We Keep Reading: Dresden part 13

Some Heathen are aware of our affection for Jim Butcher‘s “Dirty Harry Potter” series The Dresden Files, concerning the adventures of a modern day wizard (Harry Dresden) working as a paranormal investigator in Chicago. I discovered them during a period of intense travel five years ago, quickly caught up, and have read each new book pretty quickly after publication since.

Well, that sort of changed with the last one. After Changes, the penultimate volume, I was getting a little tired of Butcher’s schtick. He’s turned a certain corner by my lights such that his voice is overrunning his narrative talent, but he’s selling so well he’s got no reason to reign it in. Hey, dude’s making a living, and presumably a nice one, so more power to him, and I absolutely recognize how hard it must be to sustain a series, so this isn’t meant as a dig. It just means I was less enthusiastic about reading Ghost Story when it came out last August. In fact, I didn’t pick it up until this week, when I was reminded it existed after loaning a giant sack of Dresden books to a friend recuperating from some surgery.

Let’s just say my fears were a at last partly justified. I blew through the book quickly, obviously, as is often the case with genre work. I certainly enjoyed it more than The Trinity Six I mentioned in the last book post, but that’s not a high bar. Mostly, I’m still along for Harry’s ride because I already have a bunch of time invested, and I’m interested to see how it all resolves, but that’s the literary equivalent of being in an abusive relationship. Seriously: Ask any Game of Thrones fan.

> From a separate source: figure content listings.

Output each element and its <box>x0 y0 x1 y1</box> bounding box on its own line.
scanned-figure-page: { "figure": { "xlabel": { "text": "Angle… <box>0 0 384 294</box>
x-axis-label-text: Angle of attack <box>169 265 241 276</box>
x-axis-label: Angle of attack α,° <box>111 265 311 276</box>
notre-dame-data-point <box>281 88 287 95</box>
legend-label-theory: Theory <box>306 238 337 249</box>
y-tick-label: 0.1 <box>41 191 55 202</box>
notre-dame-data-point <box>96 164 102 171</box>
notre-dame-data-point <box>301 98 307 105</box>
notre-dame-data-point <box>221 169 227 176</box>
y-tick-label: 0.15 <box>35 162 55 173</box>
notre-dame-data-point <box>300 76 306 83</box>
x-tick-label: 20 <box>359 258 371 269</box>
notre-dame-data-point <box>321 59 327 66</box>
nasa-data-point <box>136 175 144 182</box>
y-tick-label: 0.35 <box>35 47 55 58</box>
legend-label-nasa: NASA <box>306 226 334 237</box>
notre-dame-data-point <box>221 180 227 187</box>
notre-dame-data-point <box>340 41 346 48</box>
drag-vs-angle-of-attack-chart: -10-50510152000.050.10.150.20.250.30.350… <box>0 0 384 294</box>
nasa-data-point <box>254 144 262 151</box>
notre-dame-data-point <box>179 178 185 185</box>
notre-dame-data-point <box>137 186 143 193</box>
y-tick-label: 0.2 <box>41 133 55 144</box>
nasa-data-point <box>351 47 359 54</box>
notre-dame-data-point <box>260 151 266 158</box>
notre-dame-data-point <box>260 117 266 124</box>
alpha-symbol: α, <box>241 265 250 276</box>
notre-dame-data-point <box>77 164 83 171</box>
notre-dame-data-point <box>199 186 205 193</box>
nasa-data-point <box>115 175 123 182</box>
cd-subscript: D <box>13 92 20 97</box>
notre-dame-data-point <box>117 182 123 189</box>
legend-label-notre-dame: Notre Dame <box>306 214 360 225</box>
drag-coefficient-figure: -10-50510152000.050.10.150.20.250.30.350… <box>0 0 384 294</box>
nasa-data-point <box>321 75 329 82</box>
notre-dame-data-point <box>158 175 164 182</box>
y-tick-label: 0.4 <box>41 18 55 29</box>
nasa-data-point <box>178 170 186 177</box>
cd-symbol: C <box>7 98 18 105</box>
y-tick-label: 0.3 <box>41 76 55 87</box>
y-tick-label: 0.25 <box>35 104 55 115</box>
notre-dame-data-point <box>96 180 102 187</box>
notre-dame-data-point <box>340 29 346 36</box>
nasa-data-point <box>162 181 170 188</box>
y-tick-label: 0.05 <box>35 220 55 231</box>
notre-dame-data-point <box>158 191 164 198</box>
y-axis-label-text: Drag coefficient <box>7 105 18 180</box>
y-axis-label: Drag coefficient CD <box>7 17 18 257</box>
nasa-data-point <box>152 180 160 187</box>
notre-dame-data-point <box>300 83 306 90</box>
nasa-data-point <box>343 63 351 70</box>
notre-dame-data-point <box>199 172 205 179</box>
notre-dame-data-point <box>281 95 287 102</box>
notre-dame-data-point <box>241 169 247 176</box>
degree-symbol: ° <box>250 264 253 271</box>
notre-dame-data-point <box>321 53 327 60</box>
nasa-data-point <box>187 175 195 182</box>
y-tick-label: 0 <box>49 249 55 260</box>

What’s worse is that Ghost Story doesn’t resolve any of the growing backstory for Harry. There’s nary a peep of the White Counsel, the Black Counsel, or anything beyond the immediate repercussions of the events in Changes. Granted, that was heavy, but what that leaves us with in Ghost Story is a fairly thin plot with a fairly predictable end that’s telegraphed way, way in advance. (And, to be perfectly honest, the finale of Ghost Story is a clear and obvious place for Harry to end up based on the events of Changes; the plot of the most recent book ends up being almost completely filler.)

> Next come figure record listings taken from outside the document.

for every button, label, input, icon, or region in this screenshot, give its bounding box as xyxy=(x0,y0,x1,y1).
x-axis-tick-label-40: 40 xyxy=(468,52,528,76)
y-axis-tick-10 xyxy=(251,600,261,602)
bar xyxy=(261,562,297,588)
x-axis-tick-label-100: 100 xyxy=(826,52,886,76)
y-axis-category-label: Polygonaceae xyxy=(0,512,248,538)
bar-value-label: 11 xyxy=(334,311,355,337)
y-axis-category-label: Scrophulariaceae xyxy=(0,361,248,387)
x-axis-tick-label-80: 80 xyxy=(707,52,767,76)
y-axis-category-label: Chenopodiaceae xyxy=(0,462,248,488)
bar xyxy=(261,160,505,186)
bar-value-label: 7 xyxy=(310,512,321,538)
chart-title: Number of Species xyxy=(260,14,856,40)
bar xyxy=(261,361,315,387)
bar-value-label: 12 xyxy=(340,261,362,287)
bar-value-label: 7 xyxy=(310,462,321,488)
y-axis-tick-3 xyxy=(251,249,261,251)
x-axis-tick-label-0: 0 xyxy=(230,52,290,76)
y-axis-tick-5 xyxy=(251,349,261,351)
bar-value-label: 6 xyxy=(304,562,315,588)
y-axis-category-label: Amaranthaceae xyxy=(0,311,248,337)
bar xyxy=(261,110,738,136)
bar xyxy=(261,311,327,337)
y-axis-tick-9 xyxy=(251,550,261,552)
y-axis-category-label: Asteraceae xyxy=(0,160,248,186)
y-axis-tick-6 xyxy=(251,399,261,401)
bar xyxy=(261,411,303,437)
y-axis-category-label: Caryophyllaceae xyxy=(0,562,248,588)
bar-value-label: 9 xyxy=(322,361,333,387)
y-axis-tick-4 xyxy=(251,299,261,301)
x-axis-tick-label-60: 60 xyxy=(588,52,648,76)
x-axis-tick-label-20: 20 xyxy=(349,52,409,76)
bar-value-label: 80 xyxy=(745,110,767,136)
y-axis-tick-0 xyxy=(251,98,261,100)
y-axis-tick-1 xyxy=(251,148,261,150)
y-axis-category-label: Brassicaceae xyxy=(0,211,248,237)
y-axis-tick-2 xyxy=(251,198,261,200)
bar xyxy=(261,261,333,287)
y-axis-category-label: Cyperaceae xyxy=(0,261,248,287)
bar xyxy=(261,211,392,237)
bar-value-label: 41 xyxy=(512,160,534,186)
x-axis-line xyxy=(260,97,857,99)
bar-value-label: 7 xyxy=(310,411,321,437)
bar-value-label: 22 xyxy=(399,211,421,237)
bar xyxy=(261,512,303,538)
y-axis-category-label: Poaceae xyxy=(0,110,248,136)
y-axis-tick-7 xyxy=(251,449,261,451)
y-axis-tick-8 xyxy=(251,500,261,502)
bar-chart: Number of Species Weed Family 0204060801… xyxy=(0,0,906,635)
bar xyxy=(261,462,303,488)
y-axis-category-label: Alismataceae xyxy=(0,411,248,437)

So, read it if you’re into Harry. And I can’t say the first few books (at least) aren’t fun, so the series itself is at least worth some of your time.

Oh, and how funny is it that Butcher is still putting the same plea to “please read my sword and sorcery Codex Alera books” in the back of each Dresden tome? Apparently, he only wrote the Dresden books to make cash, and his main love is a cycle of traditional fantasy. I do not have the sense that the fantasy carries any of the charm he’s managed with the Dresden Files.

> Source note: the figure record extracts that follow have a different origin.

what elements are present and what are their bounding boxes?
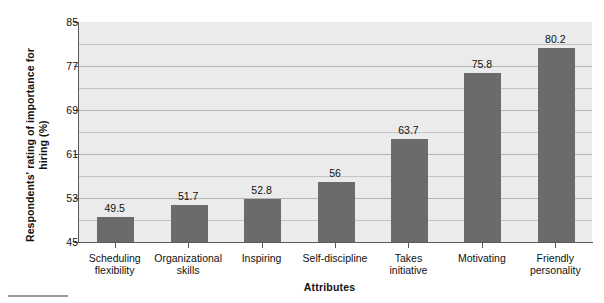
y-axis-title: Respondents' rating of importance for hi…: [24, 45, 50, 245]
x-tick-mark: [188, 242, 189, 248]
x-tick-label: Friendlypersonality: [512, 252, 598, 276]
x-tick-mark: [262, 242, 263, 248]
x-tick-label-line: Friendly: [512, 252, 598, 264]
x-axis-title: Attributes: [0, 281, 604, 293]
x-tick-mark: [335, 242, 336, 248]
gridline: [79, 44, 592, 45]
gridline: [79, 66, 592, 67]
footer-rule: [8, 295, 68, 297]
bar-value-label: 51.7: [158, 191, 218, 202]
x-tick-label-line: initiative: [365, 264, 451, 276]
y-tick-label: 85: [56, 17, 78, 27]
gridline: [79, 88, 592, 89]
bar: [391, 139, 428, 242]
gridline: [79, 132, 592, 133]
x-tick-mark: [555, 242, 556, 248]
gridline: [79, 154, 592, 155]
bar: [244, 199, 281, 242]
gridline: [79, 110, 592, 111]
bar-value-label: 63.7: [378, 125, 438, 136]
bar-value-label: 52.8: [232, 185, 292, 196]
y-tick-label: 45: [56, 237, 78, 247]
bar: [97, 217, 134, 242]
bar-value-label: 49.5: [85, 203, 145, 214]
bar: [464, 73, 501, 242]
bar-chart-figure: Respondents' rating of importance for hi…: [0, 0, 604, 303]
bar: [538, 48, 575, 242]
x-tick-mark: [482, 242, 483, 248]
x-tick-label-line: personality: [512, 264, 598, 276]
y-tick-label: 61: [56, 149, 78, 159]
x-tick-mark: [408, 242, 409, 248]
x-tick-mark: [115, 242, 116, 248]
bar-value-label: 75.8: [452, 59, 512, 70]
bar-value-label: 80.2: [525, 34, 585, 45]
y-tick-label: 53: [56, 193, 78, 203]
x-axis-title-text: Attributes: [304, 281, 356, 293]
x-tick-label-line: skills: [145, 264, 231, 276]
y-tick-label: 77: [56, 61, 78, 71]
plot-area: [78, 22, 592, 242]
y-tick-label: 69: [56, 105, 78, 115]
bar: [318, 182, 355, 243]
bar-value-label: 56: [305, 168, 365, 179]
bar: [171, 205, 208, 242]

(Confidential to certain parties in surgical recovery: It may be possible to steal Ghost before Erin reads it, given the pace with which you’re reading the others…)

3 thoughts on “We Keep Reading: Dresden part 13

  1. I haven’t read these, but my wife Sally, her brother Jamie, and his roommate John (the latter two are part of my weekly D&D circle, natch) love them. Sally enjoyed the last one, but John and Jamie didn’t. Might have to try these out while I’m on the road this spring, the early ones at least. It’s good to have a male character in this popular “urban fantasy” genre (which is a stupid name, but no one has really known what to call it). I’ve read a few authors in this genre, a Laurel Hamilton here and a Kim Harrison there, mostly cause I was a huge Buffy fan but also ’cause Sally loves the genre. (But then she can read five books a week, both high and low brow.) The thing that struck me about “urban fantasy” is not that the protagonists are mostly female, even though they are, but that EVERY SINGLE BOOK in the genre is written in first person, or at least every one I have seen.

    Sally adds that you might want to check out Codex Alera after all, despite your misgivings. It’s more traditional high fantasy yes, but Sally, Jamie, and John all love it, and Sally usually is not a high fantasy fan. The quality among those books seems, according to them, to be generally higher than in Dresden. Plus they’re cheapo paperbacks (of course, you may be reading all your books via iPad now).

    oh, and look, I can comment now. I’m sure you have missed my drolleries. And, by the way, ROLL EFFING TIDE.

  2. Heh, the party in surgical recovery also has too much invested in this series now to give up. I ended up taking Ghost Story out from the library.